Thursday, June 19, 2008

Interdisciplinary Awareness

One of the most interesting sessions I attended at Better Software was "You Just Don't Understand Me: Interdisciplinary Awareness to the Rescue" by Mike Tholfsen, principal test manager of the Microsoft OneNote team. (See his blog at http://blogs.msdn.com/onenote_and_education/) He presented a "Team Pyramid" (don't we love all these pyramids?) showing that for a successful team, you need trust as your base. Results are the little top of the pyramid, they come from trust, healthy conflict, commitment, accountability and results.

Mike feels that one way to achieve this is to help people understand their peers' viewpoints better. He introduced an exercise to help people in different roles on the team understand the important traits of each discipline, and trade ideas on what teammates in other roles like or dislike about each discipline.

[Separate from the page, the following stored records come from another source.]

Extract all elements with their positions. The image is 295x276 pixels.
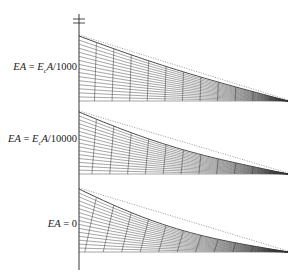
mesh-strut bbox=[235, 87, 236, 101]
mesh-layer bbox=[79, 197, 288, 252]
label-panel-1: EA = EcA/1000 bbox=[13, 61, 77, 74]
label-panel-2: EA = EcA/10000 bbox=[8, 133, 77, 146]
mesh-layer bbox=[79, 201, 288, 252]
reference-line bbox=[79, 111, 288, 173]
mesh-layer bbox=[79, 205, 288, 252]
top-surface-curve bbox=[79, 36, 288, 101]
mesh-strut bbox=[218, 82, 219, 101]
label-panel-3: EA = 0 bbox=[48, 218, 77, 229]
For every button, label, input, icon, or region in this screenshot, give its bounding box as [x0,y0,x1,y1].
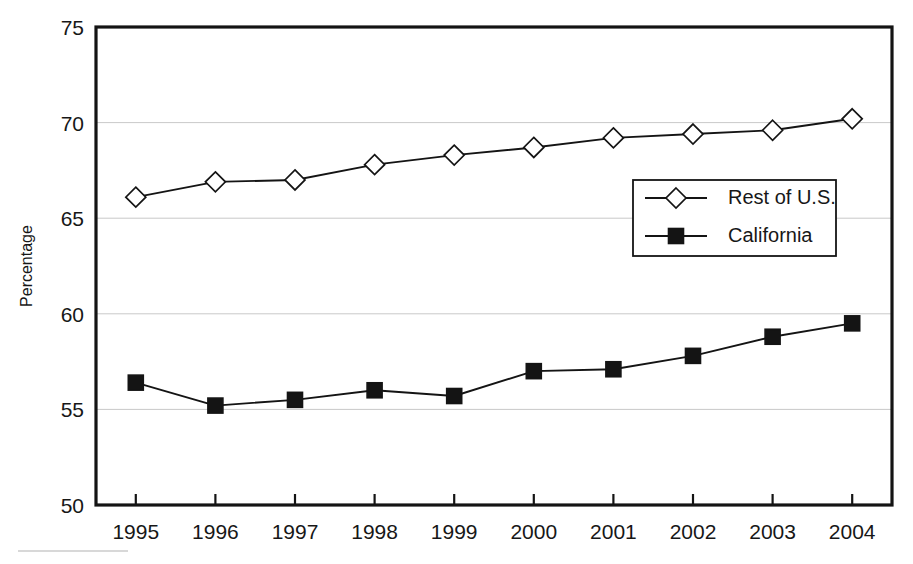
y-axis-title-group: Percentage [18,225,35,307]
data-point-1997 [288,392,303,407]
data-point-2003 [765,329,780,344]
x-tick-label-2003: 2003 [749,520,796,543]
y-tick-label-75: 75 [61,16,84,39]
y-tick-label-50: 50 [61,494,84,517]
chart-container: 505560657075 199519961997199819992000200… [0,0,913,564]
chart-background [0,0,913,564]
data-point-2002 [686,348,701,363]
data-point-1996 [208,398,223,413]
x-tick-label-1995: 1995 [112,520,159,543]
y-axis-title: Percentage [18,225,35,307]
x-tick-label-1997: 1997 [272,520,319,543]
data-point-1995 [128,375,143,390]
y-tick-label-65: 65 [61,207,84,230]
x-tick-label-1999: 1999 [431,520,478,543]
data-point-2001 [606,362,621,377]
legend-label: Rest of U.S. [728,186,836,208]
y-tick-label-60: 60 [61,303,84,326]
legend-label: California [728,224,813,246]
y-tick-label-55: 55 [61,398,84,421]
y-tick-label-70: 70 [61,112,84,135]
data-point-1999 [447,389,462,404]
legend-item-0[interactable]: Rest of U.S. [645,186,836,208]
x-tick-label-1996: 1996 [192,520,239,543]
legend-marker-square-icon [669,229,684,244]
x-tick-label-2001: 2001 [590,520,637,543]
x-tick-label-1998: 1998 [351,520,398,543]
data-point-2000 [526,364,541,379]
chart-legend: Rest of U.S.California [633,180,836,256]
x-tick-label-2002: 2002 [670,520,717,543]
line-chart: 505560657075 199519961997199819992000200… [0,0,913,564]
data-point-1998 [367,383,382,398]
data-point-2004 [845,316,860,331]
x-tick-label-2000: 2000 [510,520,557,543]
x-tick-label-2004: 2004 [829,520,876,543]
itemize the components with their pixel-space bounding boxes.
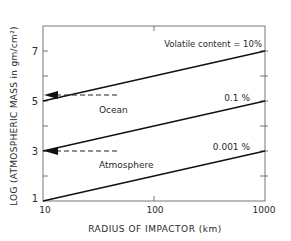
atmosphere-arrowhead-icon [44,147,58,155]
y-tick-label-5: 5 [32,96,38,107]
x-tick-label-10: 10 [39,205,51,215]
ocean-arrowhead-icon [44,91,58,99]
y-axis-title: LOG (ATMOSPHERIC MASS in gm/cm²) [9,26,19,206]
ocean-label: Ocean [99,105,128,115]
series-label-0.001pct: 0.001 % [213,142,251,152]
x-axis-title: RADIUS OF IMPACTOR (km) [88,224,222,234]
series-label-0.1pct: 0.1 % [224,93,250,103]
atmosphere-label: Atmosphere [99,160,154,170]
plot-frame [43,26,265,201]
x-tick-label-100: 100 [146,205,163,215]
y-ticks-right [260,51,268,176]
y-tick-label-1: 1 [32,193,38,204]
y-ticks-left [43,51,48,176]
series-label-10pct: Volatile content = 10% [164,39,262,49]
y-tick-label-7: 7 [32,46,38,57]
x-tick-label-1000: 1000 [253,205,276,215]
chart: 7 5 3 1 10 100 1000 RADIUS OF IMPACTOR (… [0,0,291,241]
series-line-0.001pct [43,151,265,201]
y-tick-label-3: 3 [32,146,38,157]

An interesting point of the presentation was that there was a development team where all the team members scored the same on a Myers-Briggs style test. The manager had hired himself four times. Lack of diversity is not a good thing.

This made me think about the times we've hired a tester onto my agile team. I brought in testers who were great with communication, collaborating with customers, exploratory testing, but not a lot of skills on the automation/technical side. I felt they could contribute value, but my developer coworkers gave them thumbs down. In each case, we hired a very techy tester (fortunately, also good at all the other things).

Mike's presentation made me realize that the developers were most comfortable hiring someone like themselves. This is understandable, but not always in the best interests of the team. Having realized this will help us in future hiring efforts, I think. Do we really not like something about the candidate, or is it just that they're different than we are? Could the differences make us better?

There appears to still be a lot of controversy in the agile community over testers and their role on the team. Interdisciplinary awareness might help agile teams realize that people with a different skill set might add tremendous value to their team.